__What is required__: Return exactly the lines below, starting with the one that has "Image resolution: width=980" and going on through the one that has "What do you see at coordinates (320, 377)".

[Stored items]
┄┄┄┄┄┄

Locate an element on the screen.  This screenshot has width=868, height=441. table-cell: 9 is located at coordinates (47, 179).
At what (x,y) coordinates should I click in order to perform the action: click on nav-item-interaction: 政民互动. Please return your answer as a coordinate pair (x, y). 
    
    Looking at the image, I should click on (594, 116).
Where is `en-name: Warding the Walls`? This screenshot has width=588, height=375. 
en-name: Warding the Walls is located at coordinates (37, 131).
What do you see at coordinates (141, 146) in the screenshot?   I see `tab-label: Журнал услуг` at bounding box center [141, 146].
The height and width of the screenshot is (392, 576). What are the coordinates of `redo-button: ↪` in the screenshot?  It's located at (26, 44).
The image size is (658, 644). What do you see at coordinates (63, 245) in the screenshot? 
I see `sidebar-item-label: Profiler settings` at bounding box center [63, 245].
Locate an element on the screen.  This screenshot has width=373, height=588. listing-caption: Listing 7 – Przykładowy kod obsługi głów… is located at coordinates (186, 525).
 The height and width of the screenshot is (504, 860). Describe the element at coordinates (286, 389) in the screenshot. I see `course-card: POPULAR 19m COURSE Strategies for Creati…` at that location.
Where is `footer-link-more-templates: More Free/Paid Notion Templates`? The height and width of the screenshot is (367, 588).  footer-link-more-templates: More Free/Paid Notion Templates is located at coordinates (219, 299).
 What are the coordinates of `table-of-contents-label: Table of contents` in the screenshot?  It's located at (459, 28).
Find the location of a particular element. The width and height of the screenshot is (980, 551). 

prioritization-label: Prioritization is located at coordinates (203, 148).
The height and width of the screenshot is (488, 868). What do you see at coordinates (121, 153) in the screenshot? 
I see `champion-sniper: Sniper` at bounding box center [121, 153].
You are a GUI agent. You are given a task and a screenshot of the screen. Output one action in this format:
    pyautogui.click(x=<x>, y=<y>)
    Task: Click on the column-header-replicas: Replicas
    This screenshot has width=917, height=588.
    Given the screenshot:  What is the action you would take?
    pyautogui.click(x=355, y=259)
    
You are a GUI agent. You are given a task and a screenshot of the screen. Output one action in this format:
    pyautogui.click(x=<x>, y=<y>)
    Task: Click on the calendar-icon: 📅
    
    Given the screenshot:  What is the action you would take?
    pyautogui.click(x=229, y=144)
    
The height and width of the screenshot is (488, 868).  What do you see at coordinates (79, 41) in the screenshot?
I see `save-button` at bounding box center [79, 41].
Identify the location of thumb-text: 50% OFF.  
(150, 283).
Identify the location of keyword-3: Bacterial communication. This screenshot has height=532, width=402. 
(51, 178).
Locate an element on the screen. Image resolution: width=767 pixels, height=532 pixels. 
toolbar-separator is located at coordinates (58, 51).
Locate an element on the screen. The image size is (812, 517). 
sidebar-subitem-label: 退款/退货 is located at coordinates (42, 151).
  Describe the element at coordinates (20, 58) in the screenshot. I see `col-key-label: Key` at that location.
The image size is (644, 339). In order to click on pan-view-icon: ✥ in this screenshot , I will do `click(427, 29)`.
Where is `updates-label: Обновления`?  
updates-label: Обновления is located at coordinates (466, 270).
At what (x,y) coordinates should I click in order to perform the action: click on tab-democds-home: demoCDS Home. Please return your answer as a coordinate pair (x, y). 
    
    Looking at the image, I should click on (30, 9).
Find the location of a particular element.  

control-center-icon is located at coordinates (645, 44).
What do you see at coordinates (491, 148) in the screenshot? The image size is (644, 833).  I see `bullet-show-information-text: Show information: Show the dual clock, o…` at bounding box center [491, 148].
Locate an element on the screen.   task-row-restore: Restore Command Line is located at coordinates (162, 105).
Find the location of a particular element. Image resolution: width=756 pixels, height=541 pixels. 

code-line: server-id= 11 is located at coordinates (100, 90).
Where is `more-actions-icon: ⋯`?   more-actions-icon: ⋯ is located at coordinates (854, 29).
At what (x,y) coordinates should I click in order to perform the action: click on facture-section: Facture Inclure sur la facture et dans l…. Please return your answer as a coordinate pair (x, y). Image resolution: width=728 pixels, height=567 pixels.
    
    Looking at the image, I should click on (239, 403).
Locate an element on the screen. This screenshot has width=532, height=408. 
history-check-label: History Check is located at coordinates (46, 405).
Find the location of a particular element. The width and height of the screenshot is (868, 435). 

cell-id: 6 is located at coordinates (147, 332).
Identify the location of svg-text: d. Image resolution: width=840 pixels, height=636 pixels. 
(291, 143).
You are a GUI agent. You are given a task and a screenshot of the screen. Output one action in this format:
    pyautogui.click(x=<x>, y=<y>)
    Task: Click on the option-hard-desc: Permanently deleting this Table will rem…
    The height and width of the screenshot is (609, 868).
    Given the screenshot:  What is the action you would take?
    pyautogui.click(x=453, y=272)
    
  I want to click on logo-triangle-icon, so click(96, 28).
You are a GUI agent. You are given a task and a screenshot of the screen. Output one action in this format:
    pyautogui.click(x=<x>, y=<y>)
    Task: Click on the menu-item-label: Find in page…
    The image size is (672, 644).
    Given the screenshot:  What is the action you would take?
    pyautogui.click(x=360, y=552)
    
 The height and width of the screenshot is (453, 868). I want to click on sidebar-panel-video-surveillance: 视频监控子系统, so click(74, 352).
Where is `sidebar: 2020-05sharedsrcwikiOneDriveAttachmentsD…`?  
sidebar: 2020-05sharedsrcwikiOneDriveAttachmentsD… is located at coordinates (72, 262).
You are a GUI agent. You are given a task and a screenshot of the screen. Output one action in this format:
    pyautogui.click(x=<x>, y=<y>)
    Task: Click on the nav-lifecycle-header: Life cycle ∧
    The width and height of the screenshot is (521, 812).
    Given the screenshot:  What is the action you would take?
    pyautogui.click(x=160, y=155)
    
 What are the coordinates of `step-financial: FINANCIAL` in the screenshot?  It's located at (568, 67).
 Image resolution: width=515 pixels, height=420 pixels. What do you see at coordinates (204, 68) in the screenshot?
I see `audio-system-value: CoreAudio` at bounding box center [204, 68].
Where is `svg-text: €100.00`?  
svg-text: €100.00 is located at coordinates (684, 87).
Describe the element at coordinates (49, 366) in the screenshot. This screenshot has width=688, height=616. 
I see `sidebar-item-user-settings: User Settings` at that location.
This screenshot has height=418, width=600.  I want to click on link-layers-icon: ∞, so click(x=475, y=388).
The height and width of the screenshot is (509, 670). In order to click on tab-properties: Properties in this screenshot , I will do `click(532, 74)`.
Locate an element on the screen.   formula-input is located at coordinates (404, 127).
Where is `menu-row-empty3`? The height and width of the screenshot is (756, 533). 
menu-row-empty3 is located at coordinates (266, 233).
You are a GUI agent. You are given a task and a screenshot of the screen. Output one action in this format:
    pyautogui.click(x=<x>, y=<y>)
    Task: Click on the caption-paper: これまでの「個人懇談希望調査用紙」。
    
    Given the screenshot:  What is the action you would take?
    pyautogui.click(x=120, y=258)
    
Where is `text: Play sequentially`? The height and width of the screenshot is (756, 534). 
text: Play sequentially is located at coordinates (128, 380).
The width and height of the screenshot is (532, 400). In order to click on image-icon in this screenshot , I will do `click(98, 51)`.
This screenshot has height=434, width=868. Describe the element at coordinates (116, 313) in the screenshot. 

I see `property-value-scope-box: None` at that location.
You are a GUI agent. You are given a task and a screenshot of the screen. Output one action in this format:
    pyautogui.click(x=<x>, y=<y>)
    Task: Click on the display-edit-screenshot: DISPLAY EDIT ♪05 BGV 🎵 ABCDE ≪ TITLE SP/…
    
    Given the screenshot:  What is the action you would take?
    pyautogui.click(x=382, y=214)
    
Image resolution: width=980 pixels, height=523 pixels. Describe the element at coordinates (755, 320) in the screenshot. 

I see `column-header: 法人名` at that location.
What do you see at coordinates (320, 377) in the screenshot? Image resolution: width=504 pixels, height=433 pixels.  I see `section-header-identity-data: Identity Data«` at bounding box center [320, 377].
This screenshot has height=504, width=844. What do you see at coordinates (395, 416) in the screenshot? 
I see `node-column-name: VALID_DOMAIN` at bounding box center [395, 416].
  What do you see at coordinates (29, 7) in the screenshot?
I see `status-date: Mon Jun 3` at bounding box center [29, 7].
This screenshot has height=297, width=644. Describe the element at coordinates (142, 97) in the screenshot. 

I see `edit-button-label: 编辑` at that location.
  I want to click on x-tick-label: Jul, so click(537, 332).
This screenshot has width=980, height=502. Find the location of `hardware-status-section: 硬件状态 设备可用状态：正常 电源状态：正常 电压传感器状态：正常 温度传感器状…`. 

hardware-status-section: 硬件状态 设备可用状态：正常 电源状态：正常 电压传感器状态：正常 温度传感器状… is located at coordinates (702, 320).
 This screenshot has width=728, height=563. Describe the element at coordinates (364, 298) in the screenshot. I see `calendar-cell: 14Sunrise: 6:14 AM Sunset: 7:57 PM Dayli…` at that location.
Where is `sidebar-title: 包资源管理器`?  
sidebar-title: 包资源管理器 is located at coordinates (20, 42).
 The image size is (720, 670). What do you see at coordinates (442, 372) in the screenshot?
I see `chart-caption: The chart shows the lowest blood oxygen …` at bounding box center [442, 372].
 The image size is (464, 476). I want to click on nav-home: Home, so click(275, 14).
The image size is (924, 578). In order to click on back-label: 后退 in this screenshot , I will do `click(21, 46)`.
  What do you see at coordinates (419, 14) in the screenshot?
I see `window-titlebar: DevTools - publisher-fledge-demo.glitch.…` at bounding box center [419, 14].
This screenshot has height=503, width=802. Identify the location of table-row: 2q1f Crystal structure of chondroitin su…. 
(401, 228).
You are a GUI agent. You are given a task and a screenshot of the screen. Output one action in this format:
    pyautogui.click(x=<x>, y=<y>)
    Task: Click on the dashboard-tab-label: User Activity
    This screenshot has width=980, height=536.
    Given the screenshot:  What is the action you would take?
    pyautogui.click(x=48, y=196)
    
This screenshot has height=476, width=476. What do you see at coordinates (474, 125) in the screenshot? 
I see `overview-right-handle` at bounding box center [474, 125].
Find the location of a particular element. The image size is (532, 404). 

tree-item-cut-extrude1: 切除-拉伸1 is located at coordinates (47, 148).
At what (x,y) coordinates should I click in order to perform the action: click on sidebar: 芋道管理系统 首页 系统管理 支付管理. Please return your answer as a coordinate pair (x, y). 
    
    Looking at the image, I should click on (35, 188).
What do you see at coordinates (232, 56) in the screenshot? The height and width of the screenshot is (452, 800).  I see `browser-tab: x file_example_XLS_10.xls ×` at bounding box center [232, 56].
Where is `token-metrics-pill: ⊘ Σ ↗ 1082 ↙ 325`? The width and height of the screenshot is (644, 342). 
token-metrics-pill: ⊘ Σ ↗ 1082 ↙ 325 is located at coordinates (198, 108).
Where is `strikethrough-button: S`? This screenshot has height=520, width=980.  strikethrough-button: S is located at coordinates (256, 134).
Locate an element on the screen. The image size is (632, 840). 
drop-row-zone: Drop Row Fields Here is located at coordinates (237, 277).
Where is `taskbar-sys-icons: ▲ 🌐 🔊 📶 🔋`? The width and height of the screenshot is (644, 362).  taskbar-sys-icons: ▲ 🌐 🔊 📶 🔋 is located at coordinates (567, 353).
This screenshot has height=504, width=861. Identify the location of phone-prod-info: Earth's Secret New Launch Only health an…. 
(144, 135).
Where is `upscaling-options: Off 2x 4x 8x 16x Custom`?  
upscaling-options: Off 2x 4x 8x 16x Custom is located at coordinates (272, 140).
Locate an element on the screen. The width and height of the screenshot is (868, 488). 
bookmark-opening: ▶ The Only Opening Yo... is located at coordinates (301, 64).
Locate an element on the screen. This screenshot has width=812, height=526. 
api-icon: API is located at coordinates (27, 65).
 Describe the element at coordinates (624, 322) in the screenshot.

┄┄┄┄┄┄

__Task answer__:
Image resolution: width=980 pixels, height=523 pixels. Describe the element at coordinates (755, 320) in the screenshot. 

I see `column-header: 法人名` at that location.
What do you see at coordinates (320, 377) in the screenshot? Image resolution: width=504 pixels, height=433 pixels.  I see `section-header-identity-data: Identity Data«` at bounding box center [320, 377].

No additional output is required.